Absolutely, moltenmetal - Unless it's nuke, or perhaps something BIG in the Chemical Valley, the Boiler & Pressure Vessel Safety Division of the TSSA is a toothless tiger. And asleep at the switch, to boot. The Fuels Safety Branch is currently presiding over the HUGE propane explosion in Toronto. The only thing that surprised me is that it took this long for something massive to happen.
 
Ahhh to know the un-intrusive TSSA inspector/registrar. Damn you all non-nuclear crowd.

Bud,
By the letter of the regs you are dealing with system piping that is registered when you register the equipment skid. A drip leg in of itself isn't a fitting or a vessel.
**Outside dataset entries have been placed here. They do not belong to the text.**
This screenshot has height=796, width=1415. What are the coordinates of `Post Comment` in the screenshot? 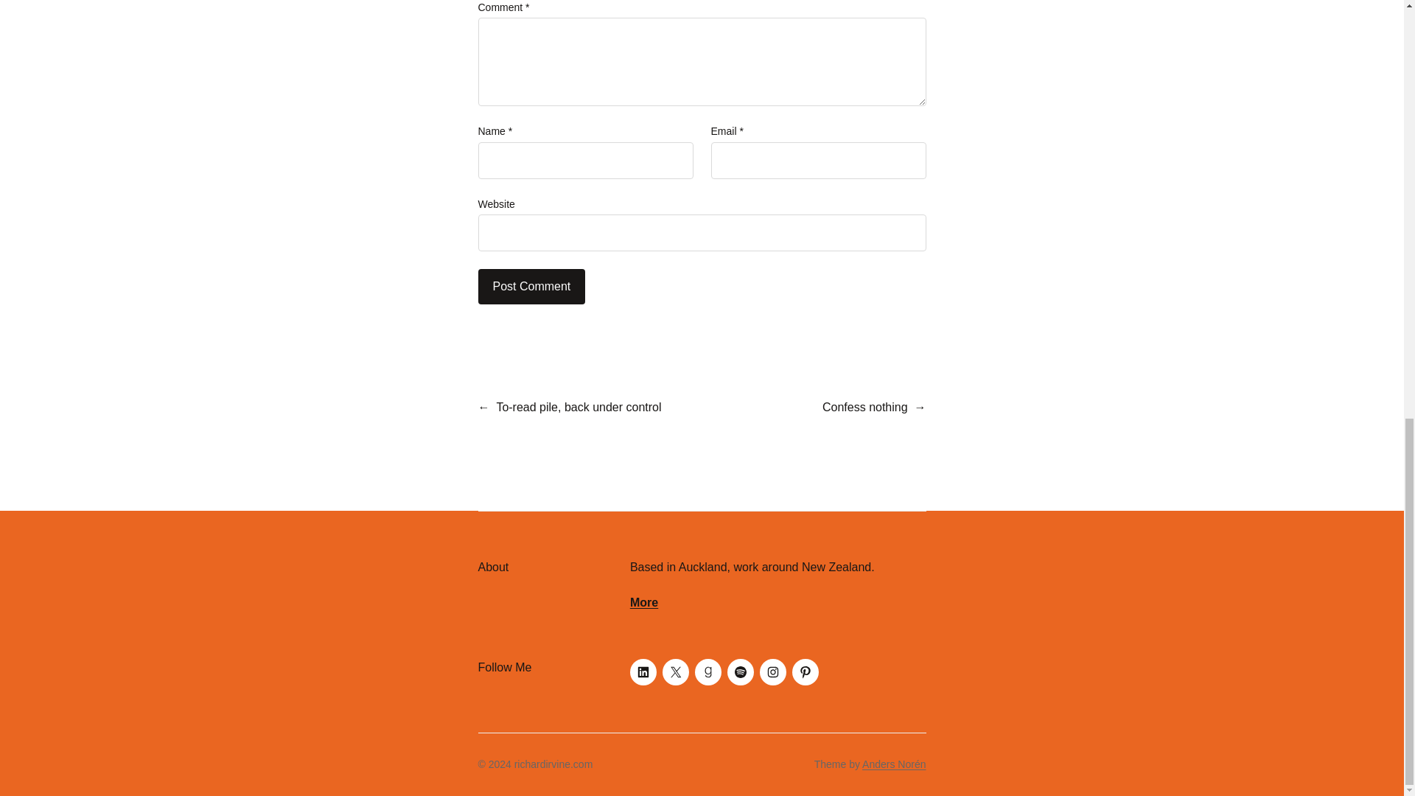 It's located at (531, 286).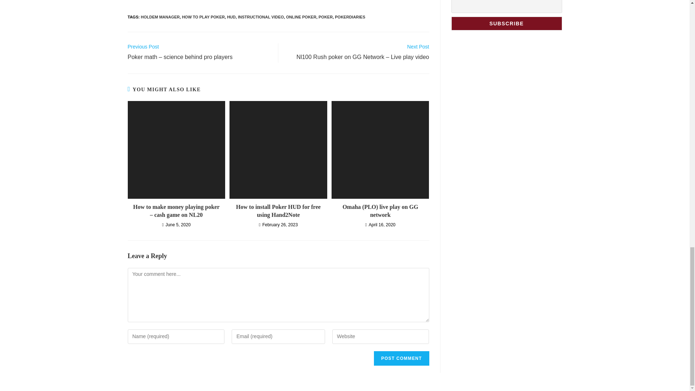 This screenshot has width=695, height=391. I want to click on HOW TO PLAY POKER, so click(203, 17).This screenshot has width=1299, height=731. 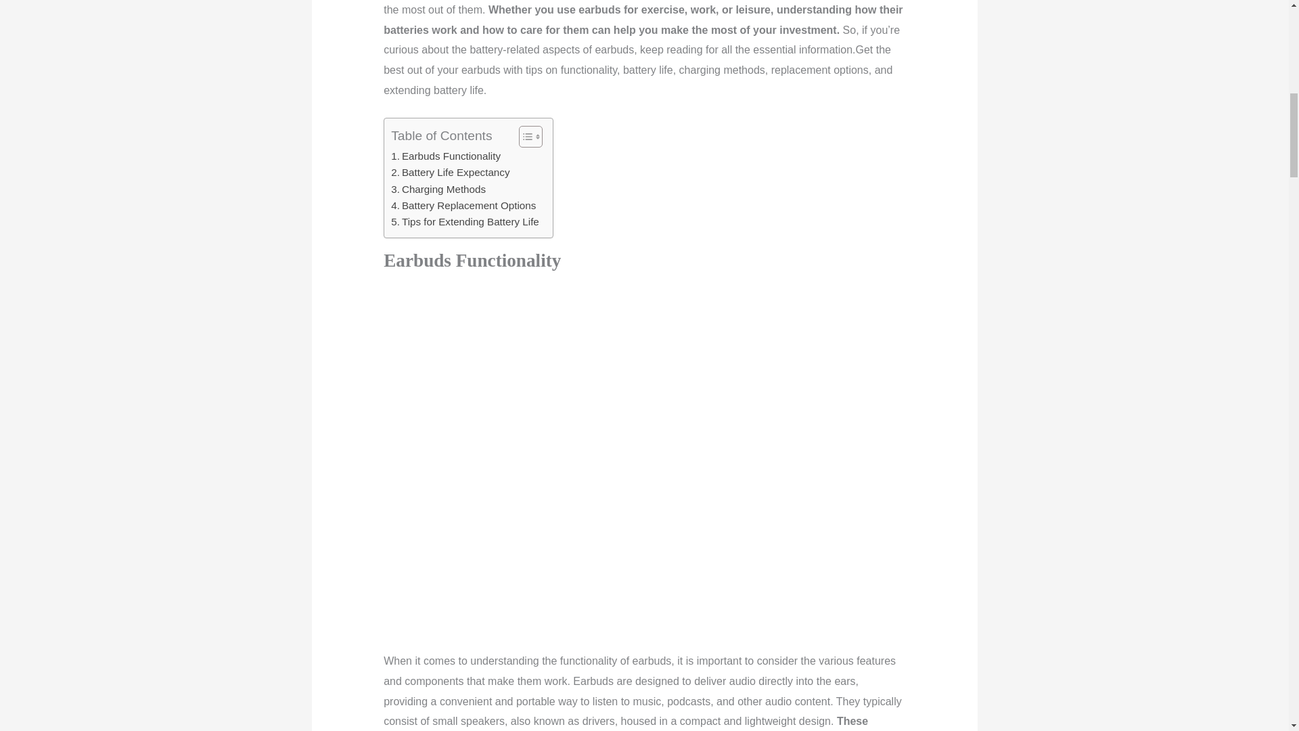 What do you see at coordinates (445, 156) in the screenshot?
I see `Earbuds Functionality` at bounding box center [445, 156].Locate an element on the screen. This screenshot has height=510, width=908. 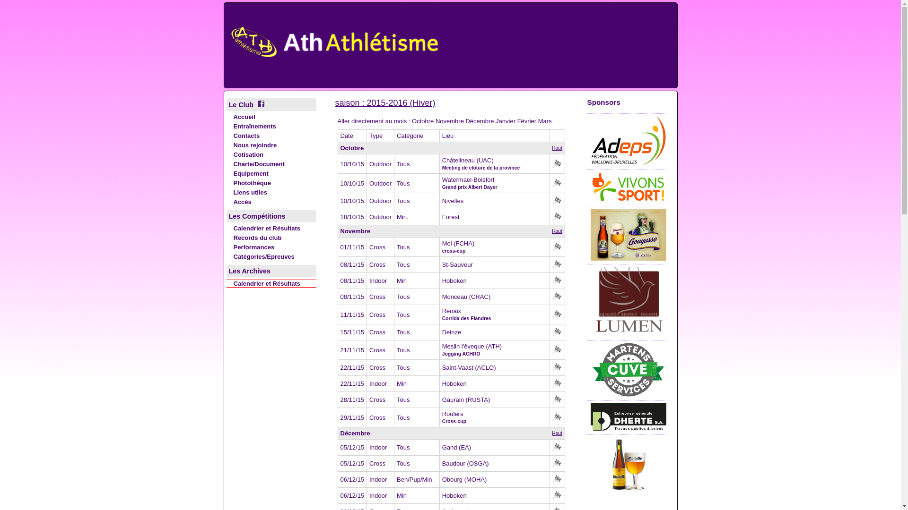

Today is gone. Today was fun.
Tomorrow is another one.
Every day, from here to there,
funny things are everywhere. ~'Dr.' Theodor Geisel
 
Thank you eliebl, TBP, moltenmetal and GrimesFrank. This system is a small piece of pneumatic assembly equipment going in to an automotive assembly plant in Brampton, Ontario, Canada. The main air drop to our system will be ½” pipe (the plant may use ¾” pipe). The main air drop will drop down into a ¾” npt ball valve and down into a ¾” npt tee. The tee will continue down to the Drip leg and the other tap of the tee will continue on to the rest of our system (Main filtration, lockout valve and valving, ¼” flexible tubing). The drip leg will have a ½” to 1-1/2” npt bell reducer on both top and bottom, with a 20” length of 1-1/2” pipe between them. The bottom port of the Drip leg (1/2” npt) will have a ½” npt ball valve on it to drain the drip leg.

We have created an exemption letter for the plant that states we incorporate compressed air piping ¾” nominal pipe size and less. And that we are exempt from TSSA Ontario Regulation 220/01 made under the Technical Standards and Safety Act, 2000, in section 2.2.K.

So, we do not even reregister the skid.

The plant still says that we will need TSSA certification/verification of the Drip Leg because it has piping over ¾”.

Thanks again,

moltenmetal, every time I see you handle all I can think of is Quasimodo dancing around saying molten metal, molten metal.

Oh, do you recognize Quasimodo. No, but his face sure rings a bell.
 
By the letter of the law, you need to register the design and have the finished article inspected (witnessed pressure test). Fittings used require CRN numbers. If the owner insists, then you have no choice but to comply with the Act.

Everything on your air system below 3/4" NPS involving no welding is exempt and requires nothing relative to TSSA- no inspection or testing. That goes for the actuator cylinders which of course are greatly larger than 3/4" NPS and may even involve pressure-retaining welds etc...If you have any air accumulators on there, they too will fall under the TSSA Act and require inspection etc.

My posture is bad, but not quite to the point of being called Quasimodo! And the molten metal is a hobby. I figured if people have been doing it for 3,000 years, then I could do it too.


 
The owner is ultimately on the hook for obtaining code-compliant equipment. They are right to ask, especially if they know an inspector is tramping around their plant on occasion.

That said, clients will sometimes ask for stuff to be cert that doesn't need it.

THAT said, unfortunately I can't lend any more clarity to your particular problem. Haven't had to tangle with air systems and fittings much, we deal more with the whole "what exactly IS more dangerous than water, anyway?" question.